After winning the Grand Prize for Sculpture at the First São Paulo biennial (1951), organized by the MAM-SP (Museu de Arte Moderna de São Paulo), Swiss architect Max Bill (1908?94) at last decided to visit Brazil when he received an official invitation from the Itamaraty (Ministério das Relações Exteriores / State Department). Upon his arrival, Bill sat for an interview with architect and art critic Flávio de Aquino (1919?87), which appeared in Manchete magazine, a weekly publication of wide circulation, and also later in HABITAT magazine, which was then led by architect Lina Bo Bardi. Both Bill’s lecture and his interview with Aquino took place at the Faculdade de Arquitetura de la Universidade de São Paulo; both unleashed an immediate backlash from Brazilian architects, whom Bill had described as strangers to the logic of the “creation of form” and what he called the “social function” of architecture.

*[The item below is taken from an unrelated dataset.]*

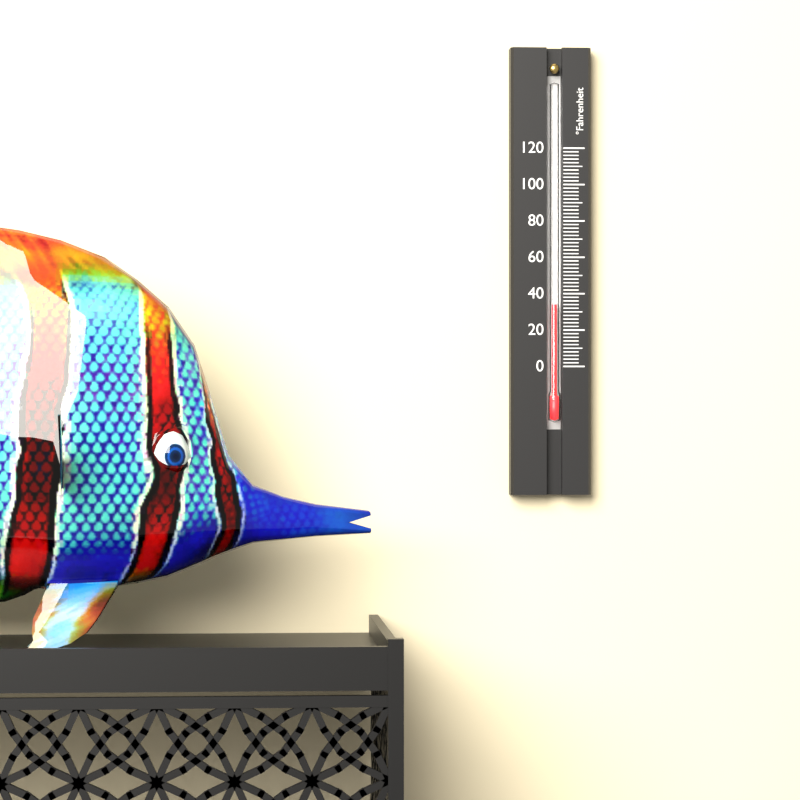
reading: 34 °F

The title of Corona’s article, “O testamento tripartido,” refers to Bill’s triple thesis, which was based on the unifying idea of Gestalt (or “good form”) and that was meant to unite “Form,” “Funktion” (function), and “Schönheit” (beauty). Coincidentally, the work that won the First Biennial had the title Dreiteilige Einheit [Triparted Unit], which had originally been designed in plaster (1947?48) so that it could be exhibited in a public garden in Zürich.
[As a complementary reading, see in the ICAA digital archive other documents on the aforementioned debate: by Flávio de Aquino “Max Bill critica a nossa moderna arquitetura” (doc. no. 1091637); by Max Bill “O arquiteto, a arquitetura, a sociedade” (doc. no. 1110329); and by Lúcio Costa “Oportunidade perdida” (doc. no. 1110331)].